When We Chose the World

It started, as many stories do, with loss.
My then husband’s mother had fallen ill, and though we didn’t yet have words for it, we both knew — somewhere deep down — that our time with her was slipping away. When we traveled to see her, in early 2014, before she entered hospice just five months later, I think we both felt the quiet pull of life’s impermanence, the way it rearranges your sense of what really matters.

In the space between her diagnosis and her passing, we sold our condo in San Diego — the one we’d bought years earlier when things felt certain and linear. It had been a smart investment, but when we closed on the sale, I remember feeling not relief exactly, but release. A letting go.

We told ourselves we were ready for something new — a move to Austin, maybe. But somewhere between the open houses and the endless packing, a wilder idea began to form. What if, instead of rushing to the next place, we just… went? What if we took a year to travel, to see the world, to press pause on everything we thought life had to be?

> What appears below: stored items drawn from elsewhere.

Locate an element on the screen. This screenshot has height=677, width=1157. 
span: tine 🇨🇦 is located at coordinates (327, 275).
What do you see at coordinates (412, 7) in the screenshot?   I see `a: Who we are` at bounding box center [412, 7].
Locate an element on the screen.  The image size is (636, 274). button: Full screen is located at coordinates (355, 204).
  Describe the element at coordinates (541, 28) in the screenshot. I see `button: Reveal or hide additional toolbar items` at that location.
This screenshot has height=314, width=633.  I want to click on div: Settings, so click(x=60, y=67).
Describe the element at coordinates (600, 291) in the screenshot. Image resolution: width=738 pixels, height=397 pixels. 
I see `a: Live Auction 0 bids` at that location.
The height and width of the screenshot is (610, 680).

At first, it was about escape.
We had come through a rocky season in our marriage the year before, one that left me quietly questioning whether I still wanted to be in it at all. I can’t speak for him, but for me, the idea of leaving — of moving, of traveling — carried a kind of relief. If we could just get out, change the scenery, maybe we could change the story too.

We told ourselves it was about adventure, about experience, about the world as our greatest teacher. But beneath that was something softer, more fragile — a hope that motion might bring clarity, that somewhere between the temples and trains and foreign sunrises, I’d find my way back to myself.

Looking back now, I see that the plan to travel for a year wasn’t really born of wanderlust alone. It was born from a need to feel alive again, to be reminded that life could still surprise me. Maybe even heal me.

In the end, we booked the flights, packed our bags, and called it freedom. Maybe it was. Or maybe it was just the only way we knew how to move forward when standing still had become too heavy. Whatever it was, the moment our feet left the ground, I knew life would never quite look the same again.

That year would go on to unravel and reveal me in ways I could never have imagined — through quiet mornings in borrowed cities, conversations with strangers who became mirrors, and the slow, aching truth of what it means to lose yourself so completely you have no choice but to begin again.